The bond content in the Vanguard LifeStrategy funds is a diversified mix of government and corporate bonds. In the 80% bond fund over 40% of the bond holding are non-government. I would expect this to result in higher volatility than suggested by the historical analysis published by vanguard of bond7equity portfolios. The UK LifeStrategy fund wasn´t around at the time of the 2008 crash but the US version was. This declined 14% during 2008. This is significantly worse than the performance of a portfolio of 80% Treasury Intermediate and 20% S&P500 which declined by only -3.4% over the same period (source Paul Merriman fine tuning tables).
I am sure the corporate bond holding was a major contributing factor to its poor relative performance.
Drawdown Strategy
Much publicised and much debated there can´t be many investors who are unaware of Benglen´s 4% rule and the subsequent Trinity Study. An updated version of the study appeared in an article by Wade Pau in Forbes Magazine. Maybe the rate should be 3% or maybe higher than 4% depending upon one´s risk tolerance and/or financial need however the principal is the same, a portfolio of equities and bonds which is re-balanced periodically and an initial drawdown percentage with the money withdrawn increasing each year with inflation. Providing the initial drawdown rate was not over greedy then the probability is that the pension fund will last at least 30 Years.
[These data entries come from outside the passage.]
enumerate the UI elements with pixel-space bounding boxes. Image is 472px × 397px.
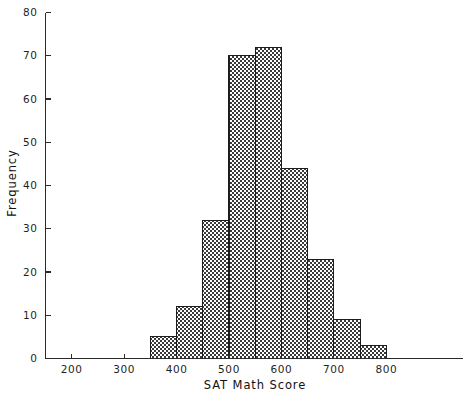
y-axis-tick-label: 10: [23, 309, 38, 321]
y-axis-tick-label: 70: [23, 49, 38, 61]
x-axis-tick-label: 800: [375, 363, 397, 375]
y-axis-tick-label: 30: [23, 222, 38, 234]
y-axis-tick-label: 20: [23, 266, 38, 278]
chart-canvas: 01020304050607080 200300400500600700800 …: [0, 0, 472, 397]
x-axis-tick-label: 600: [271, 363, 293, 375]
histogram-bar: [150, 337, 176, 359]
y-axis-tick-label: 40: [23, 179, 38, 191]
x-axis-tick-label: 300: [113, 363, 135, 375]
histogram-bar: [177, 307, 203, 359]
x-axis-title: SAT Math Score: [204, 378, 306, 392]
histogram-bar: [203, 220, 229, 358]
y-axis-tick-label: 50: [23, 136, 38, 148]
histogram-bar: [281, 168, 307, 358]
y-axis-tick-label: 60: [23, 93, 38, 105]
histogram-bar: [255, 47, 281, 358]
histogram-bar: [229, 56, 255, 359]
x-axis-tick-label: 400: [166, 363, 188, 375]
histogram-bar: [334, 320, 360, 359]
y-axis-title: Frequency: [5, 149, 19, 217]
x-axis-tick-label: 500: [218, 363, 240, 375]
histogram-bar: [360, 346, 386, 359]
y-axis-tick-label: 80: [23, 6, 38, 18]
x-axis-tick-label: 700: [323, 363, 345, 375]
histogram-bar: [308, 259, 334, 358]
histogram-chart: 01020304050607080 200300400500600700800 …: [0, 0, 472, 397]
x-axis-tick-label: 200: [61, 363, 83, 375]
y-axis-tick-label: 0: [30, 352, 37, 364]
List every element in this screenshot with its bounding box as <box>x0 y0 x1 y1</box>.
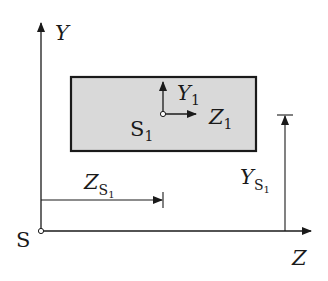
global-origin-label: S <box>16 228 30 252</box>
z-offset-label: ZS1 <box>83 170 115 200</box>
local-origin-marker <box>160 111 165 116</box>
coordinate-diagram: Y S Z Y1 S1 Z1 ZS1 YS1 <box>0 0 328 281</box>
global-z-label: Z <box>291 246 307 270</box>
global-y-label: Y <box>55 21 71 45</box>
global-origin-marker <box>38 228 43 233</box>
y-offset-label: YS1 <box>240 165 270 195</box>
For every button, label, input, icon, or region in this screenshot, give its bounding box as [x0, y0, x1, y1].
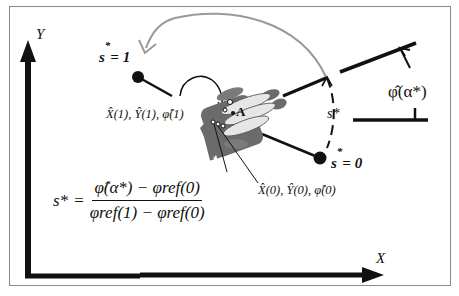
- formula-denominator: φref(1) − φref(0): [90, 201, 205, 223]
- x-axis-label: X: [376, 250, 385, 267]
- y-axis: [20, 40, 36, 276]
- pose-start-label: X̂(0), Ŷ(0), φ̂(0): [258, 183, 336, 198]
- arc-s-star-label: s*: [327, 106, 339, 122]
- hand-graphic: [199, 85, 289, 183]
- diagram-canvas: [0, 0, 459, 296]
- formula-fraction: φ̂(α*) − φref(0) φref(1) − φref(0): [90, 178, 205, 223]
- rotation-hint-arrow: [180, 77, 222, 108]
- rotation-arc: [146, 14, 326, 77]
- pose-end-label: X̂(1), Ŷ(1), φ̂(1): [106, 107, 184, 122]
- angle-label: φ̂(α*): [388, 82, 427, 102]
- point-s1: [132, 71, 172, 96]
- formula-lhs: s*: [53, 191, 68, 211]
- s-star-one-label: s*= 1: [99, 46, 130, 66]
- point-a-label: A: [236, 104, 245, 120]
- formula-numerator: φ̂(α*) − φref(0): [92, 178, 202, 201]
- x-axis: [25, 267, 384, 283]
- formula-equals: =: [74, 191, 84, 211]
- point-s0: [262, 134, 327, 165]
- s-star-formula: s* = φ̂(α*) − φref(0) φref(1) − φref(0): [53, 178, 205, 223]
- y-axis-label: Y: [36, 26, 44, 43]
- s-star-zero-label: s*= 0: [331, 152, 362, 172]
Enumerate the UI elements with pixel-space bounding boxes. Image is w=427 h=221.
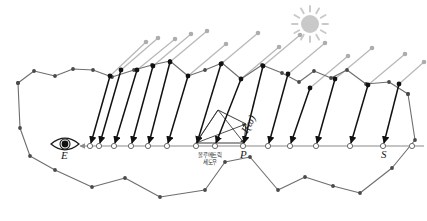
shadow-origin-node	[286, 72, 291, 77]
volumetric-shadow-diagram	[0, 0, 427, 221]
volumetric-shadow-edge	[196, 110, 218, 143]
shadow-origin-node	[186, 74, 191, 79]
sun-ray	[316, 35, 319, 40]
shadow-origin-node	[119, 68, 124, 73]
terrain-node	[53, 168, 57, 172]
shadow-ray	[168, 76, 188, 143]
label-eye: E	[61, 149, 68, 161]
shadow-origin-node	[239, 77, 244, 82]
terrain-node	[16, 81, 20, 85]
light-ray-node	[323, 41, 328, 46]
sample-point	[164, 143, 169, 148]
sample-point	[313, 143, 318, 148]
shadow-ray	[384, 84, 399, 143]
light-ray-node	[298, 33, 303, 38]
shadow-ray	[149, 62, 170, 143]
terrain-node	[248, 155, 252, 159]
light-ray	[288, 43, 325, 74]
light-ray	[241, 47, 279, 79]
terrain-node	[32, 69, 36, 73]
shadow-origin-node	[108, 74, 113, 79]
shadow-origin-node	[397, 82, 402, 87]
light-ray-node	[189, 32, 194, 37]
terrain-node	[413, 138, 417, 142]
shadow-ray	[91, 76, 110, 143]
volumetric-shadow-caption: 볼루메트릭 세도우	[178, 152, 242, 166]
terrain-node	[312, 69, 316, 73]
terrain-node	[387, 80, 391, 84]
label-point-s: S	[381, 148, 387, 160]
terrain-node	[203, 68, 207, 72]
sun-ray	[321, 15, 326, 18]
light-ray-node	[346, 54, 351, 59]
sun-ray	[316, 8, 319, 13]
shadow-origin-node	[219, 62, 224, 67]
terrain-node	[203, 188, 207, 192]
terrain-node	[280, 71, 284, 75]
shadow-ray	[291, 88, 310, 143]
terrain-node	[358, 191, 362, 195]
light-ray	[110, 42, 146, 76]
light-ray-node	[256, 31, 261, 36]
light-node-group	[144, 29, 427, 65]
sample-point	[87, 143, 92, 148]
terrain-node	[303, 175, 307, 179]
light-ray	[368, 54, 405, 85]
shadow-origin-node	[168, 60, 173, 65]
sample-point	[111, 143, 116, 148]
shadow-origin-node	[135, 68, 140, 73]
light-ray-node	[422, 60, 427, 65]
terrain-node	[297, 80, 301, 84]
terrain-node	[345, 68, 349, 72]
shadow-origin-node	[333, 77, 338, 82]
terrain-node	[329, 76, 333, 80]
light-ray	[221, 33, 258, 64]
sample-point	[193, 143, 198, 148]
sun-disc	[301, 15, 319, 33]
shadow-origin-node	[261, 64, 266, 69]
sun-ray	[321, 30, 326, 33]
volumetric-shadow-caption-line1: 볼루메트릭	[178, 152, 242, 159]
light-ray-node	[403, 52, 408, 57]
terrain-node	[71, 67, 75, 71]
shadow-ray	[269, 74, 288, 143]
terrain-node	[406, 92, 410, 96]
terrain-node	[390, 166, 394, 170]
light-ray-node	[144, 40, 149, 45]
light-ray-node	[224, 42, 229, 47]
shadow-origin-node	[366, 83, 371, 88]
terrain-node	[91, 68, 95, 72]
shadow-origin-node	[151, 64, 156, 69]
shadow-ray	[317, 79, 335, 143]
sample-point	[212, 143, 217, 148]
light-ray-node	[370, 46, 375, 51]
sample-point	[265, 143, 270, 148]
terrain-node	[331, 184, 335, 188]
terrain-node	[276, 188, 280, 192]
terrain-node	[123, 176, 127, 180]
light-ray	[188, 44, 226, 76]
terrain-node	[53, 74, 57, 78]
sun-ray	[294, 30, 299, 33]
light-ray	[399, 62, 424, 84]
sample-point	[128, 143, 133, 148]
figure-canvas: E P S I(ω) 볼루메트릭 세도우	[0, 0, 427, 221]
volumetric-shadow-caption-line2: 세도우	[178, 159, 242, 166]
light-ray	[263, 35, 300, 66]
light-ray-node	[205, 29, 210, 34]
sun-ray	[301, 8, 304, 13]
terrain-node	[158, 195, 162, 199]
sun-ray	[294, 15, 299, 18]
terrain-node	[28, 154, 32, 158]
light-ray-node	[173, 37, 178, 42]
sample-point	[409, 143, 414, 148]
shadow-ray	[197, 64, 221, 143]
sample-point	[287, 143, 292, 148]
shadow-ray	[351, 85, 368, 143]
light-ray-node	[156, 36, 161, 41]
light-ray-node	[277, 45, 282, 50]
terrain-node	[90, 185, 94, 189]
sample-point	[145, 143, 150, 148]
shadow-origin-node	[308, 86, 313, 91]
sample-point	[96, 143, 101, 148]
This is the withdrawal strategy that dominates the financial press, retirement articles, blogs etc. but it is by no means the only strategy available, nor is it clearly the best, but it is simple and certainly not the worst strategy to adopt. One of the best discussions of the various withdrawal options is by Big Erb on his Early Retirement Now blog - well worth a read. Also you can play around with different portfolio configurations and withdrawal strategies on Portfolio Charts.
I have yet to touch my investments that are allocated for drawdown - relying currently on my dividend portfolio - so I have yet to decide upon a drawdown strategy and have more homework to do before finally deciding. Prime Harvesting or a variant of it is top of my list at the moment. These strategies of dynamic stock/bond allocation use the bond element of the portfolio to fund withdrawals in the early years, leaving the theoretically higher growth equity part to increase in value. Depending upon market conditions such a strategy can be the complete opposite of traditional wisdom as the bond proportion of the portfolio can reduce - even to zero - during retirement. Analysis shows that these strategies produce higher safe withdrawal rates in most scenarios and in worst case are equal to strategies based upon fixed equity/bond ratios.
There is an appealing logic to these strategies as in effect one is saying that I have a chunk of money - maybe 50% of my assets earning very little (the bonds) so I´ll spend that first and let my stocks grow rather than eat into the assets which history has shown will grow in value. There are many variants of this strategy some of which avoid the perhaps worrying prospect of having a 100% equity portfolio during the latter part of one´s retirement.
That´s Why I´m Moving Away From Life StrategyFunds
Two simple reasons - (i) the presence of non-government bonds in the funds (ii) the probability that I will adopt a drawdown method that has dynamic equity/bond ratios meaning I need to separate holding of stocks and bonds.
3 Comments
I look forward to reading your conclusions for the UK investor.